If I repeat Claus Assmann's experiment using 127.0.0.1 (the loopback),
what I get has semantics of "here".

and if you do it with 0.0.0.0 or 127.0.0.2, you get the semantics of
"you can't get there from here"

No, I get what Claus and Russ got, semantics of "here":

so do I, now. and when I tried earlier I made the mistake of not carefully recording what I did and what I got, so now I can't be sure what happened.

<> is illegal syntax, and some things do check. even those things that
do parse <> might end up extracting a null string, which could break
scripts.  and we're talking about email here, not HTTP or SIP.

It's illegal now, but was legal under RFC 733.

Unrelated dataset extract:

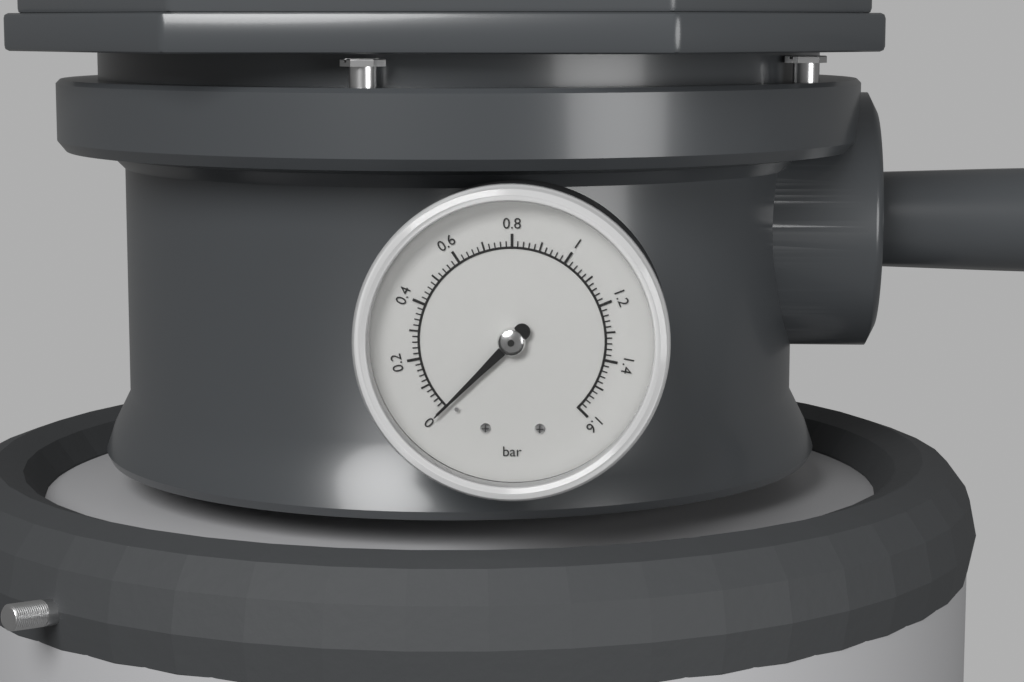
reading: 0.00 bar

nobody cares about 733 anymore. most things in use today were written with 822 in mind.

HTTP and
SIP are mentioned because they refer back to the (RFC 822)
defined syntax of the From field; any change to that syntax
will affect those protocols as well as the Internet Message
Format.

no. they refer to 822, not to some newer specification. 822 hasn't changed, and won't change. HTTP and SIP are separate protocols (with their own baggage) and are evolving separately from the email protocols (and its baggage). which is as it should be.

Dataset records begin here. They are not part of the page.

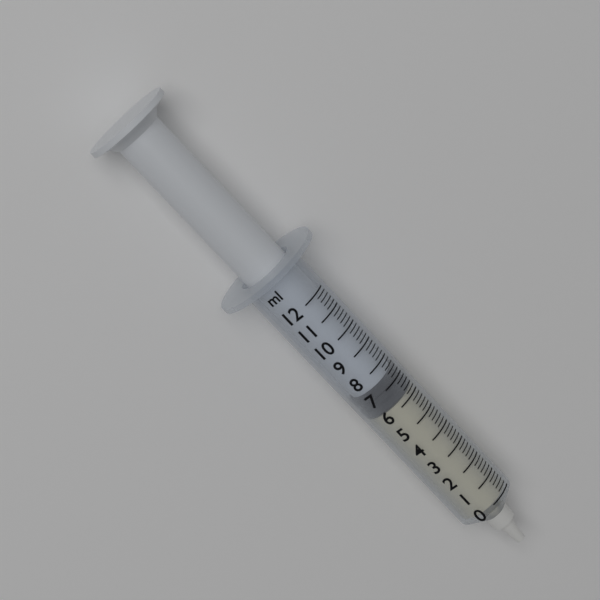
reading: 6.2 ml
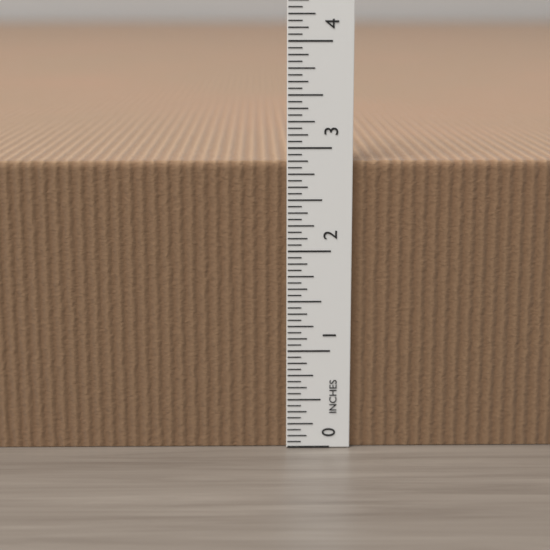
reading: 2.8750 in
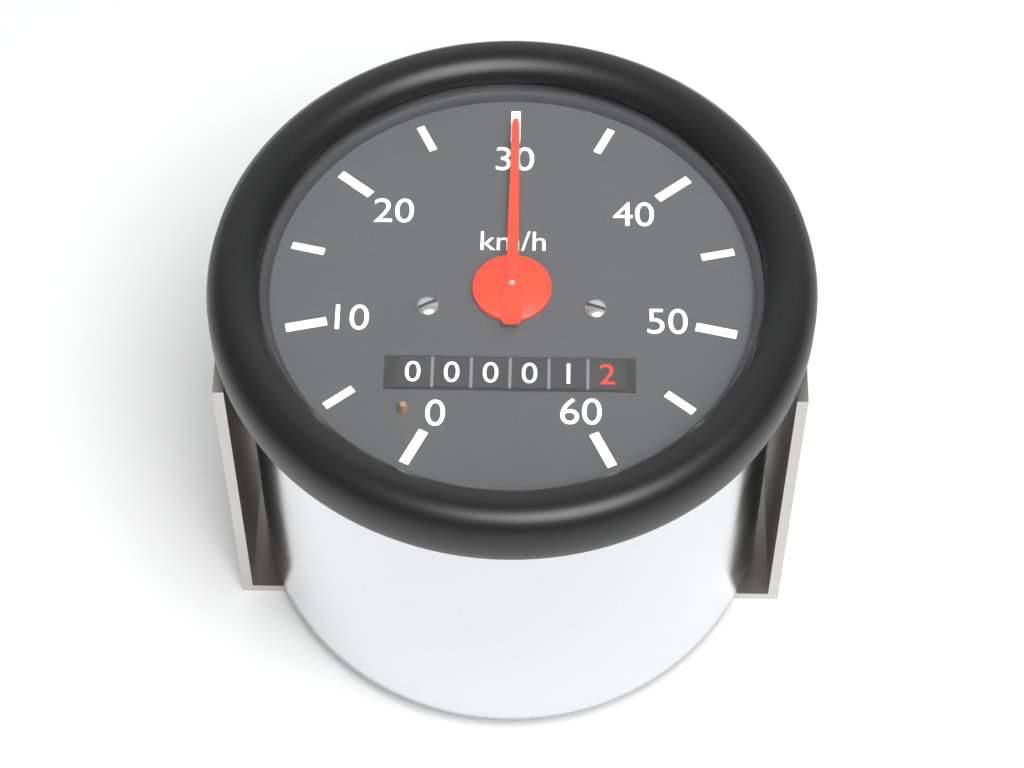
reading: 30 km/h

When you propose such syntax changes, you must consider
the effects on all protocols affected by the change.

if they are truly affected by the change, yes. but it's not as if HTTP and SIP use email as a substrate.

overall, my preference is for something(_at_)[0(_dot_)0(_dot_)0(_dot_)0], maybe 
something
short like anon(_at_)[0(_dot_)0(_dot_)0(_dot_)0] or something like 
0(_at_)[0(_dot_)0(_dot_)0(_dot_)0]

But Keith, by definition (RFC 3330) 0.0.0.0 doesn't mean anything
like "anonymous", it means ""this' host on 'this' network", and
that has been confirmed in practice by experiment on three separate
systems.  Your assertion otherwise seems to be rather unconvincing.

Frankly at this point I'm not sure what to recommend. Everything is broken in some way or another. I still think that it makes more sense to use a domain literal than a domain. I still think it will break fewer things to have a From field with an actual address than to have no From field or From:<>. But I share at least some of your dislike of connecting to the loopback address (or something that acts like the loopback address). And my gut sense is that a lot of mail parsers will fail if an IPv6 domain literal like [ipv6:::0] is used.